When I first encountered the Union-Find data structure in college, I thought it was just another academic exercise. Little did I know that years later, it would become the key to solving a critical performance issue in a production system.
The Problem
We were building a social network feature that needed to determine if two users were connected through mutual friends. The naive approach of running BFS/DFS for every query was killing our performance.
// The naive approach - O(V + E) per query
function areConnected(user1: string, user2: string): boolean {
const visited = new Set<string>();
const queue = [user1];
while (queue.length > 0) {
const current = queue.shift()!;
if (current === user2) return true;
visited.add(current);
for (const friend of getFriends(current)) {
if (!visited.has(friend)) {
queue.push(friend);
}
}
}
return false;
}
With millions of users and thousands of queries per second, this wasn't going to cut it.
Enter Union-Find
The Union-Find (or Disjoint Set Union) data structure provides near-constant time operations for:
- Union: Connecting two elements
- Find: Determining which set an element belongs to
Here's the optimized implementation I used:
class UnionFind {
private parent: Map<string, string> = new Map();
private rank: Map<string, number> = new Map();
find(x: string): string {
if (!this.parent.has(x)) {
this.parent.set(x, x);
this.rank.set(x, 0);
}
if (this.parent.get(x) !== x) {
// Path compression
this.parent.set(x, this.find(this.parent.get(x)!));
}
return this.parent.get(x)!;
}
union(x: string, y: string): void {
const rootX = this.find(x);
const rootY = this.find(y);
if (rootX === rootY) return;
// Union by rank
const rankX = this.rank.get(rootX)!;
const rankY = this.rank.get(rootY)!;
if (rankX < rankY) {
this.parent.set(rootX, rootY);
} else if (rankX > rankY) {
this.parent.set(rootY, rootX);
} else {
this.parent.set(rootY, rootX);
this.rank.set(rootX, rankX + 1);
}
}
connected(x: string, y: string): boolean {
return this.find(x) === this.find(y);
}
}
The Results
After implementing Union-Find with path compression and union by rank:
- Query time dropped from ~500ms to <1ms
- Server CPU usage decreased by 40%
- We could handle 10x more concurrent users
Key Takeaways
-
Classic algorithms are still relevant - Don't dismiss academic concepts; they often solve real problems elegantly.
-
Understand your data access patterns - If you're doing many connectivity queries with few updates, Union-Find is perfect.
-
Optimize incrementally - We started with the naive approach, measured, and then optimized.
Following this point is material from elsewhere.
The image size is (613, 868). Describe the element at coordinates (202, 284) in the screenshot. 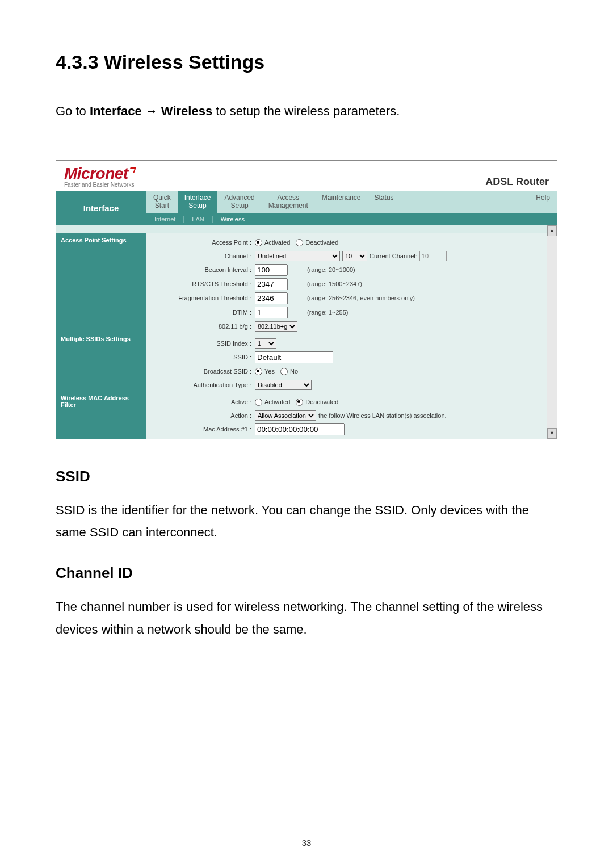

Don't prematurely optimize.
When to Use Union-Find
Union-Find is ideal for:
- Network connectivity problems
- Image segmentation
- Kruskal's minimum spanning tree
- Detecting cycles in graphs
- Social network friend groups
The next time you're dealing with connectivity or grouping problems, consider if Union-Find might be the elegant solution you need.
Have questions about implementing Union-Find in your project? Feel free to reach out!